Well...I would say what generates TRUST. Trust is something that we commit every day, we take it for granted that TRUST is essential. However, trust is a highly subjective exercise based on the belief that someone else is honest. Today, we can’t rely on an emotional response to judge whether we can trust someone or not. Our brains process so much information all the time that it is difficult to know whether our thinking is valid and based on objective information. If not, our decisions may leave others at a disadvantage unnecessarily. We need to understand how our brains work, and distinguish what WE are deciding and what Others make us think, and learn to help ourselves with more elements that can help to make really informed decisions.
Where do you see potential synergies coming up in your field with other emerging technology verticals?

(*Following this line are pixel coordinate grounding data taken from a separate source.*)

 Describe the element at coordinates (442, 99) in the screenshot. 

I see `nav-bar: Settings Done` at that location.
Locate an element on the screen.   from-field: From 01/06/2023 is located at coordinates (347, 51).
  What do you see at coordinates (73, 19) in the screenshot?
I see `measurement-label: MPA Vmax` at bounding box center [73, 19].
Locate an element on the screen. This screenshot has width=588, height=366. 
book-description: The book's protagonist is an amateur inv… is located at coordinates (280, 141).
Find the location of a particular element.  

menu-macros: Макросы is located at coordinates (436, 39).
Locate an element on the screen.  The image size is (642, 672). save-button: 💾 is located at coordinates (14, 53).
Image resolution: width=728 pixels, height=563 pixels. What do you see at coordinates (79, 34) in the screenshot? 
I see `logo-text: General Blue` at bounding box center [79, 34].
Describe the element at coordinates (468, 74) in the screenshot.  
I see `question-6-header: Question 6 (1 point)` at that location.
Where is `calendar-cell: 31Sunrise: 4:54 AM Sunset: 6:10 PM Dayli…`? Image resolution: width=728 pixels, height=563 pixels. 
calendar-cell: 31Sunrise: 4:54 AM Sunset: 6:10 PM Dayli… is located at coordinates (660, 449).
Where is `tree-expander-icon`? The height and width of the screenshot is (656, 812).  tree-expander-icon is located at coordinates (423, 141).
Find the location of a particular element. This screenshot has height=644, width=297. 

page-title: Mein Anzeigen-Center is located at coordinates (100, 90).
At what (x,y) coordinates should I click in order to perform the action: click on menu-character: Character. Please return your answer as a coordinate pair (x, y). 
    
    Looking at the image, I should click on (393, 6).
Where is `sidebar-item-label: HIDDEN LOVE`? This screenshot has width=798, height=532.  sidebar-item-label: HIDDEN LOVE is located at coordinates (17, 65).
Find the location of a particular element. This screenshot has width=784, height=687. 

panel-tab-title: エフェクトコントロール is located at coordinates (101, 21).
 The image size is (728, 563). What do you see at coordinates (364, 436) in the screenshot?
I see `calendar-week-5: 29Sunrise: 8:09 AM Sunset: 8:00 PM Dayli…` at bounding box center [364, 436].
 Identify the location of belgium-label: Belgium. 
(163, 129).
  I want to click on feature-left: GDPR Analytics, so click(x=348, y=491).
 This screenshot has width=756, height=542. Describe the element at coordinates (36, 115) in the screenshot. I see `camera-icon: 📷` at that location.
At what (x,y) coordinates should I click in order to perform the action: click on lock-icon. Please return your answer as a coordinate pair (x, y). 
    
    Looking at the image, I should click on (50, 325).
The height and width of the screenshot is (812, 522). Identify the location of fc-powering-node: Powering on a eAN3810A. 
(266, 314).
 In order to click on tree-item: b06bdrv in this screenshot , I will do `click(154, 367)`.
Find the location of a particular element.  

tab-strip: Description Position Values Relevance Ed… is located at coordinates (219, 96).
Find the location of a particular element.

In terms of technologies, TiiQu is all about blockchain, and AI is more precisely about machine learning. On one side we use the blockchain to make the truth “immutable” and on the other side, we enable AI-driven projections based on validated truth. Basically, we avoid projecting on projections. We try to stick to an irrefutable truth that is fair and objective, and then we move on, allowing projections to self-educate and make projections.
In terms of verticals relevant to TiiQu: well, I think trust is a ubiquitous need across any industry. We initially look at the employment sector, but we expect the future of work where 70% of individuals will have freelancing or independent work as a primary or secondary source of revenues. So, the freelance economy, any professional platforms and possibly the emerging distributed finance sector are among the first natural targets and allies.
Have you always wanted to be working in tech one day? What made you go for this path, and what’s major learning along with your career?
I come from a career of over 25 years in the retails sector. I am the daughter of two entrepreneurs, and I have been a manager in a multinational group managing their retail development in the EMEA market and then an independent consultant in Asia. I have never been a fan of technology per se, but I have always been driven by an interest in people, and that is what brought me to explore how to empower people, how to maximise the potential of everyone to reach their goal, their fulfilment.
Major learning: Somebody said stay hungry stay foolish, I do agree, and I add: stay angry. Meaning that you really need to have your say in how to solve a problem, you really need to be furious about something you want to avoid seeing any more, to find the force, the courage and the persistence to reach your goals and learn from every mistake.
I was lucky enough to be angry for how little people come to give for the simple reason that they are not in the perfect condition to give. I was certain since I was a child that I had some kind of mission. Actually, it took me a while to identify which was ... That’s why I am the founder of a start-up at the age of 54!
What’s your take on how to create an overall, more inclusive and diverse environment in business & tech?
It’s all about embedding equity and equality in our processes. In the blockchain space, the term “trustless ecosystems” refers to contexts in which trust between members is not necessary because the underlying technology guarantees the desired outcome and prevents undesired access.
Likewise, to make our ecosystem diverse and inclusive, we need to add to our processes systems that fairly and objectively equalize the approach to team-building, hiring, rewarding, awarding and recognition in general that are EQUALLY applied to anyone, with the intention of widening participation and diversity. Above all, the system must work for anyone and everyone.